Jennifer Jacobs of the Des Moines Register writes:
For some Iowa Republicans, the Kentucky senator — not to be confused with his father, former U.S. Rep. Ron Paul of Texas — embodies a bundle of contradictions.
Even before confirming suspicions he'll seek the White House in 2016, a few of his remarks have hit the wrong tone with people in each of the Iowa GOP camps — the evangelicals, the liberty conservatives, the tea partiers and the mainstream Republicans.
One evangelical conservative, Sioux City minister Cary Gordon, had this to say more than 600 days before the Iowa caucuses: "He's tried too hard to please too many people on too many issues. I can't support him. He's got too many contradictions for me."
Despite some reservations, other Iowa Republicans hope that Paul, who stands at the crossroads of constitutional conservatism and the establishment, will appeal to overlapping Iowa audiences as few candidates can.
On Friday night, Paul will speak at the state party's Lincoln Dinner, an event often viewed as a warm-up act for presidential campaigns.
Paul has seen his popularity heighten after he staged a 13-hour filibuster in early March to question the use of unmanned aircraft to perform targeted killings.
Many Iowans thought Paul, a soft-spoken eye surgeon, propelled himself to the front of the 2016 pack with what they considered a tenacious stand against the Obama administration's perceived power to kill Americans without due process. But some of them think he then damaged his credibility weeks later when he told Fox Business Network that he didn't care if a drone kills low-threat criminals such as armed liquor store robbers.
Another matter of contention: In a speech on immigration in mid-March, Paul said "we will find a place for you," referring to people living in the country illegally. He later clarified that he wasn't calling for a new path to citizenship. He just doesn't want to deport everyone.
Paul stepped into another controversy the same day after saying on CNN that he thinks there could be "thousands of exceptions" to any ban on abortion. An aide later clarified that the senator meant he believes in a single exception, to save the life of a mother, but that the exception could include thousands of individual cases.
The thought of winning over Iowa's hard to please, sometimes acrimonious GOP political camps doesn't seem to faze Paul. In a telephone interview with The Des Moines Register, he said he doesn't mind explaining why his positions should appeal to many political factions — and to dispute the notion that he's inconsistent.
"Part of the art of politics is bringing people together and fusing people who have varied interests into a unified force to win elections," he said. "That's what we've failed in the last two presidential elections in doing very well.
"So it's my hope that if I do get involved in this that I may be able to do that better."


Task instructions —
Check each line of the entries below for the string "larva"; copy every line where it appears.

Extracts from a graphics dataset
<<<<

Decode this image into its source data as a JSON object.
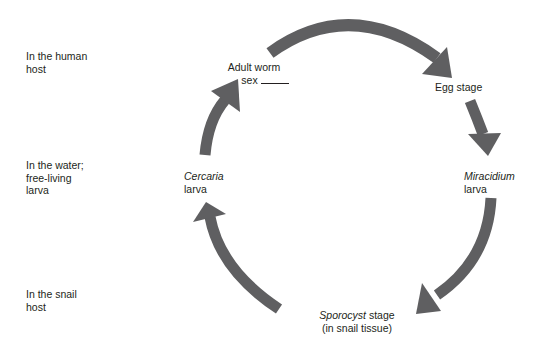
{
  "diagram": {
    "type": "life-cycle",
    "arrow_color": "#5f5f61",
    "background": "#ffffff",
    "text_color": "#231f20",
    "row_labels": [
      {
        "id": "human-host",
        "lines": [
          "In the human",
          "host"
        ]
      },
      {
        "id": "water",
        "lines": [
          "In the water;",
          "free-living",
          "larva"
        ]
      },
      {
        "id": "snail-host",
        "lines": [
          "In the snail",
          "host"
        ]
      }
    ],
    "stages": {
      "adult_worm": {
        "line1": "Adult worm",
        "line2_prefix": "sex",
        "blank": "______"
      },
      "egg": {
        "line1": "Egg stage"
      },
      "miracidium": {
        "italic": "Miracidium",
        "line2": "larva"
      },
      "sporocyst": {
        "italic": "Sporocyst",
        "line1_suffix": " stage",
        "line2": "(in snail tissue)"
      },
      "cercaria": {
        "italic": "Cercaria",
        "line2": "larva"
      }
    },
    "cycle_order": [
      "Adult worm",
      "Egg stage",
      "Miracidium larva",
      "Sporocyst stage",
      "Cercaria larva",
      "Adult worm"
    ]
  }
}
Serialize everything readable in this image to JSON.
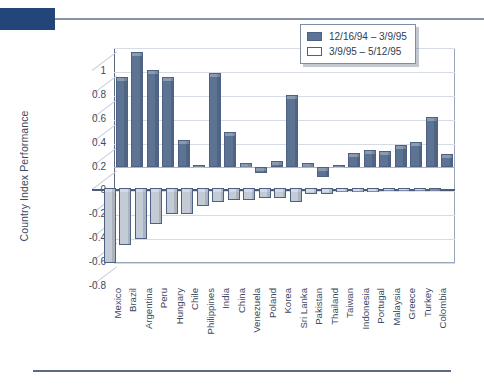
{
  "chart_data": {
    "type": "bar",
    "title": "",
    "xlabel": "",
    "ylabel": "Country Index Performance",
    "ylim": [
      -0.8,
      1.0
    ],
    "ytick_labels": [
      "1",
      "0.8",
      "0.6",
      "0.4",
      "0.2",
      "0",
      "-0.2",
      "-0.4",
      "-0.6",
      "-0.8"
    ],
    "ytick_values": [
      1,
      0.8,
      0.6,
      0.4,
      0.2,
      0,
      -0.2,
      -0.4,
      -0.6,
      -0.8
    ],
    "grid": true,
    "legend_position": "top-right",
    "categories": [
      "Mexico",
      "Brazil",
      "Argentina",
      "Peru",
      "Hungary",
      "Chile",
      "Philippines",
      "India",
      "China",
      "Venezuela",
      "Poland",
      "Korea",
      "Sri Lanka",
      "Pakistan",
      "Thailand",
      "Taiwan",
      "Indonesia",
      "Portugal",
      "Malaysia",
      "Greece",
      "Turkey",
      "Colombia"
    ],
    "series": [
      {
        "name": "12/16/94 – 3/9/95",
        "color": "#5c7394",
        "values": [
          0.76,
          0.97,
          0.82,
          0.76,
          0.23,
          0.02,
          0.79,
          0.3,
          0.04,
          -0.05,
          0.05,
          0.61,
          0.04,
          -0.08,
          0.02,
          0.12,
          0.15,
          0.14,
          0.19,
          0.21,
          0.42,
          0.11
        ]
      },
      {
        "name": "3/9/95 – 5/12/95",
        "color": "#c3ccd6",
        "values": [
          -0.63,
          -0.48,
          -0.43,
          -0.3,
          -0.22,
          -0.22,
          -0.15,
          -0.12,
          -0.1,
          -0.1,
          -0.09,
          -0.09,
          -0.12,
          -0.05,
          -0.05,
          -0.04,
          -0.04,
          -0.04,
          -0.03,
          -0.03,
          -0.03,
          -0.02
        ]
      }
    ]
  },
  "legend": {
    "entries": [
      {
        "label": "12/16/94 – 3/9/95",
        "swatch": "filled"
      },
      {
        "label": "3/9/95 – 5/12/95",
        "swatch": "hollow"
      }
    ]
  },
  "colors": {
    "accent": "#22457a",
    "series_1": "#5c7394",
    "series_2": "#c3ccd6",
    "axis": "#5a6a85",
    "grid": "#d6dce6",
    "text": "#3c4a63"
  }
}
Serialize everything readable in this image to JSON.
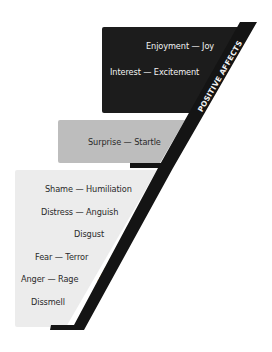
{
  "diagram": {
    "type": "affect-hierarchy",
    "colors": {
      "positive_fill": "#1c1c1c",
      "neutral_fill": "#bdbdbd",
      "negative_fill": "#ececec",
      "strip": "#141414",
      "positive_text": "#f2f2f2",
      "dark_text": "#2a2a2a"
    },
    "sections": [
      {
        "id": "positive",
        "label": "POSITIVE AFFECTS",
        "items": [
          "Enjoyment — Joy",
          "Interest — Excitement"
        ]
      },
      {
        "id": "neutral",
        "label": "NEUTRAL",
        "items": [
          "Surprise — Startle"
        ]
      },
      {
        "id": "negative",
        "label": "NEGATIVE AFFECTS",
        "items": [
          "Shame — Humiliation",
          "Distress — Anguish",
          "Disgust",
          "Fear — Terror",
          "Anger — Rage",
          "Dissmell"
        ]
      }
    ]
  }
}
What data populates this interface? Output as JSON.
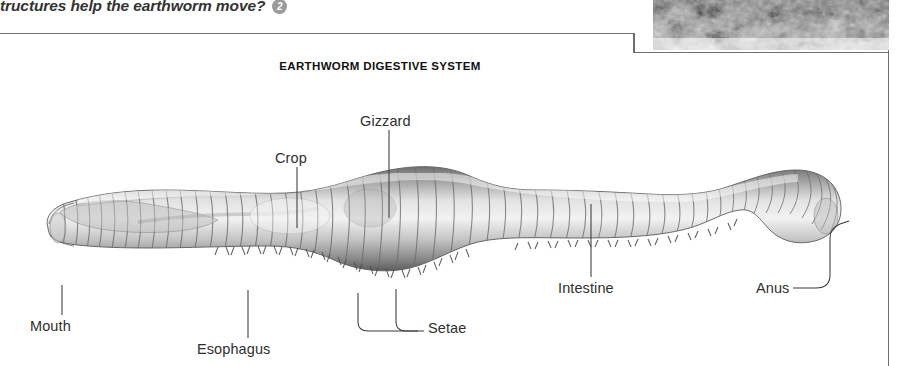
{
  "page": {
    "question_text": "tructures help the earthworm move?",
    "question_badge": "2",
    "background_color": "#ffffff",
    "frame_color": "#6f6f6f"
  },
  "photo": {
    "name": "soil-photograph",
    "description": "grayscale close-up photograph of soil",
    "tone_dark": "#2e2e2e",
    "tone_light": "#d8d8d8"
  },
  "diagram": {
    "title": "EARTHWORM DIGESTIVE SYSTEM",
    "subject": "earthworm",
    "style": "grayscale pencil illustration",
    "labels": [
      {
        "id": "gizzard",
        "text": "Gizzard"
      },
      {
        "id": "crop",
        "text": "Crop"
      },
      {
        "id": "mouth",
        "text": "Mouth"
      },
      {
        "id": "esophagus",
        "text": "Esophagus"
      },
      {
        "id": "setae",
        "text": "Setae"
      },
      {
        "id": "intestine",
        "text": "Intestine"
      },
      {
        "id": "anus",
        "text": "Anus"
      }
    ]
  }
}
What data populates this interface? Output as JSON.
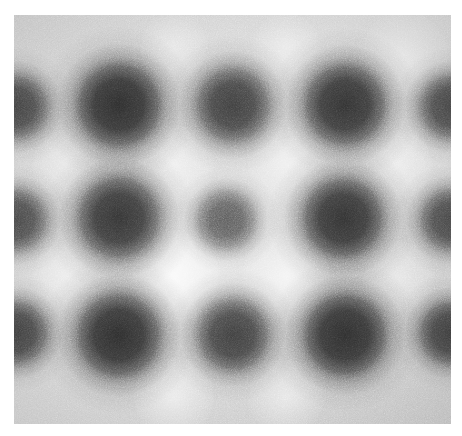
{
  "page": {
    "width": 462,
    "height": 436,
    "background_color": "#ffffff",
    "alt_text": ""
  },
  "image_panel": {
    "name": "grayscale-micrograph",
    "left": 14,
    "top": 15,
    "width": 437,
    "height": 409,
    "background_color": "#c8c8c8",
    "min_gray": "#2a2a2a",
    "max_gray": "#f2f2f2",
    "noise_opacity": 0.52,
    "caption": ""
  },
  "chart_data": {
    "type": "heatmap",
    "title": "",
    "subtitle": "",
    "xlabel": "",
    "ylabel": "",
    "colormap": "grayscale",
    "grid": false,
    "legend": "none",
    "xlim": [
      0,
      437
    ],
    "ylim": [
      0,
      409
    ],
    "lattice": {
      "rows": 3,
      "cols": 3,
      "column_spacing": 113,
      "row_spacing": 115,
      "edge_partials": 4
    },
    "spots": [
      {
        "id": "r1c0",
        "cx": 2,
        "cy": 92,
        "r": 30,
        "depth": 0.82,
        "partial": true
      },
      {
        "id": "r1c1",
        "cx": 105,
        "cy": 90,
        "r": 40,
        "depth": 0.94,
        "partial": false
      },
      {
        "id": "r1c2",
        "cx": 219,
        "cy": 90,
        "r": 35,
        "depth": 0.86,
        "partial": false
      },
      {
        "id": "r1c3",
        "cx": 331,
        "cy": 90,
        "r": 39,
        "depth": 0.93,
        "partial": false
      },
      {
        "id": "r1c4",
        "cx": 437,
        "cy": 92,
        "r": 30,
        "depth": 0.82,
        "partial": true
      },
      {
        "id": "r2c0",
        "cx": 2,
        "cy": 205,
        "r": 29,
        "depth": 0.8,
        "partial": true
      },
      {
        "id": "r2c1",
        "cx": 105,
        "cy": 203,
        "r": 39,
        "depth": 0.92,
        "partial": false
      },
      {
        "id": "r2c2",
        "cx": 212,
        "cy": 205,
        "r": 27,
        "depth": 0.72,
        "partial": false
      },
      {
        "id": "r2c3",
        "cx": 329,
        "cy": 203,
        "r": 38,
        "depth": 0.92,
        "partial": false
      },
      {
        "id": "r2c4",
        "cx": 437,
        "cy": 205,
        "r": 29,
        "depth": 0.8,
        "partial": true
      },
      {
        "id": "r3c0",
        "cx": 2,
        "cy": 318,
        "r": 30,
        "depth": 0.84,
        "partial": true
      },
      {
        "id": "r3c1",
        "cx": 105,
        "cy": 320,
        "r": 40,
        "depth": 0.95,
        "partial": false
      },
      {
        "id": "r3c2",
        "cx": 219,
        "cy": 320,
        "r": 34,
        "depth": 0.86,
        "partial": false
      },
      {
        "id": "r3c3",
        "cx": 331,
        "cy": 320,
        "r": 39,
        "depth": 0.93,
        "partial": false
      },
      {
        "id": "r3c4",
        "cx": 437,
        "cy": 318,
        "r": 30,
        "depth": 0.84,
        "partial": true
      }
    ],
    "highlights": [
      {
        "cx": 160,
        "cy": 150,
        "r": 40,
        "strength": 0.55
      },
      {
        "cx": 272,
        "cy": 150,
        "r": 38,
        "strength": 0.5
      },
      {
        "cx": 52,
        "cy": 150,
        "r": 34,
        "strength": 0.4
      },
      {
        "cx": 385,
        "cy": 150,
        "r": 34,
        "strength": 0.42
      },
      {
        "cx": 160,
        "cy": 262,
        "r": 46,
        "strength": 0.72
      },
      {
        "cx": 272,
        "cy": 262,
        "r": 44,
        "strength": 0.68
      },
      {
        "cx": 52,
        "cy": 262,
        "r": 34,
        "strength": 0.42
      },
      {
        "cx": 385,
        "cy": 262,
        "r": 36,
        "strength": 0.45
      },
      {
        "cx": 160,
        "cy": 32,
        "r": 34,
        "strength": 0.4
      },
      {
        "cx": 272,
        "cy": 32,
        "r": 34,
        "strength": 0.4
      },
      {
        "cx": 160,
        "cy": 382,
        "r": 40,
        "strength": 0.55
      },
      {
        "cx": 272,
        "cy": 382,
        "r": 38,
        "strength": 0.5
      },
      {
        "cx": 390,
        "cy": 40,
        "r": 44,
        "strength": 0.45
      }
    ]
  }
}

>>>>

Exercise response —
          "larva"
        "line2": "larva"
        "line2": "larva"
      "Miracidium larva",
      "Cercaria larva",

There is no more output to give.